The Andy Warhol Museum presents Pearlstein, Warhol, Cantor: From Pittsburgh to New York, the first exhibition to explore the work of Philip Pearlstein, Andy Warhol, and Dorothy Cantor as students at Carnegie Tech (now Carnegie Mellon University), and as young artists breaking into the New York Art World in the early 1950s.
This early period was one of close association between Warhol and Pearlstein as they were fellow students, roommates in New York, and enthusiastic artists working in commercial illustration. Cantor, one year behind them in school, was equally pursuing her work, but left her practice to start a family with Pearlstein.
This exhibition explores the path that all three artists took from their early Pittsburgh roots to an ambitious start in New York. While they may have gone in different directions, their time together reveals their determination to break into the New York Art World. The exhibition features the artists’ assignments from Carnegie Tech, as well as explores Pearlstein and Warhol’s early commercial design work in New York. More than 50 drawings and paintings by Pearlstein and Cantor make their museum debut, supported by paintings and period photographs on loan and from The Warhol’s collection.
As a coda to this narrative, the exhibition includes Pearlstein’s most recent paintings, a series of three canvases completed in early 2015: nude female figures are animated with vibrant animal masks as they lounge and recline over Navaho rugs. This unprecedented treatment of the figure presents a new departure for Pearlstein’s practice—one that he has crafted for more than 50 years.
Pearlstein, Warhol, Cantor: From Pittsburgh to New York is co-curated by Jessica Beck, The Warhol’s assistant curator of art, and Matt Wrbican, The Warhol’s chief archivist.
This exhibition is made possible through the generous support of The Fine Foundation, Henry and Gilda Buchbiner Family, and Henry Justin.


What the exercise asks:
Output the data that follows, keeping every line identical.

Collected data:

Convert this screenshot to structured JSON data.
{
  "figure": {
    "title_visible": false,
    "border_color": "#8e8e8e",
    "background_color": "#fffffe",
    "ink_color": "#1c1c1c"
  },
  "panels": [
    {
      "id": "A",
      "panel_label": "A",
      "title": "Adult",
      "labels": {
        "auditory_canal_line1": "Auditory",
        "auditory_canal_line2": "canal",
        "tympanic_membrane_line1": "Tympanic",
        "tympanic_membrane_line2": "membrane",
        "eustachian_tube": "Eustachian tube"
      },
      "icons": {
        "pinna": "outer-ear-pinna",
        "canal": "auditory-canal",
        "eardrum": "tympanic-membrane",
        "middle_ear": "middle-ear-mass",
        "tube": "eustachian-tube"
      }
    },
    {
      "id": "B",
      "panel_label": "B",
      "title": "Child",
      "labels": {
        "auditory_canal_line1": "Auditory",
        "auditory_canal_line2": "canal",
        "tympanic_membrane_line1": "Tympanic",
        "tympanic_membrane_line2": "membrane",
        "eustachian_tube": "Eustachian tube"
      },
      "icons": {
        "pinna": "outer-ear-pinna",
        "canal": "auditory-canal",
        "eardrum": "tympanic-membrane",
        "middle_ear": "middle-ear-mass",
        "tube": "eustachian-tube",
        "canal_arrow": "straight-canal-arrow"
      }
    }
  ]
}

Answer box:
Convert this screenshot to structured JSON data.
{
  "figure": {
    "title_visible": false,
    "border_color": "#8e8e8e",
    "background_color": "#fffffe",
    "ink_color": "#1c1c1c"
  },
  "panels": [
    {
      "id": "A",
      "panel_label": "A",
      "title": "Adult",
      "labels": {
        "auditory_canal_line1": "Auditory",
        "auditory_canal_line2": "canal",
        "tympanic_membrane_line1": "Tympanic",
        "tympanic_membrane_line2": "membrane",
        "eustachian_tube": "Eustachian tube"
      },
      "icons": {
        "pinna": "outer-ear-pinna",
        "canal": "auditory-canal",
        "eardrum": "tympanic-membrane",
        "middle_ear": "middle-ear-mass",
        "tube": "eustachian-tube"
      }
    },
    {
      "id": "B",
      "panel_label": "B",
      "title": "Child",
      "labels": {
        "auditory_canal_line1": "Auditory",
        "auditory_canal_line2": "canal",
        "tympanic_membrane_line1": "Tympanic",
        "tympanic_membrane_line2": "membrane",
        "eustachian_tube": "Eustachian tube"
      },
      "icons": {
        "pinna": "outer-ear-pinna",
        "canal": "auditory-canal",
        "eardrum": "tympanic-membrane",
        "middle_ear": "middle-ear-mass",
        "tube": "eustachian-tube",
        "canal_arrow": "straight-canal-arrow"
      }
    }
  ]
}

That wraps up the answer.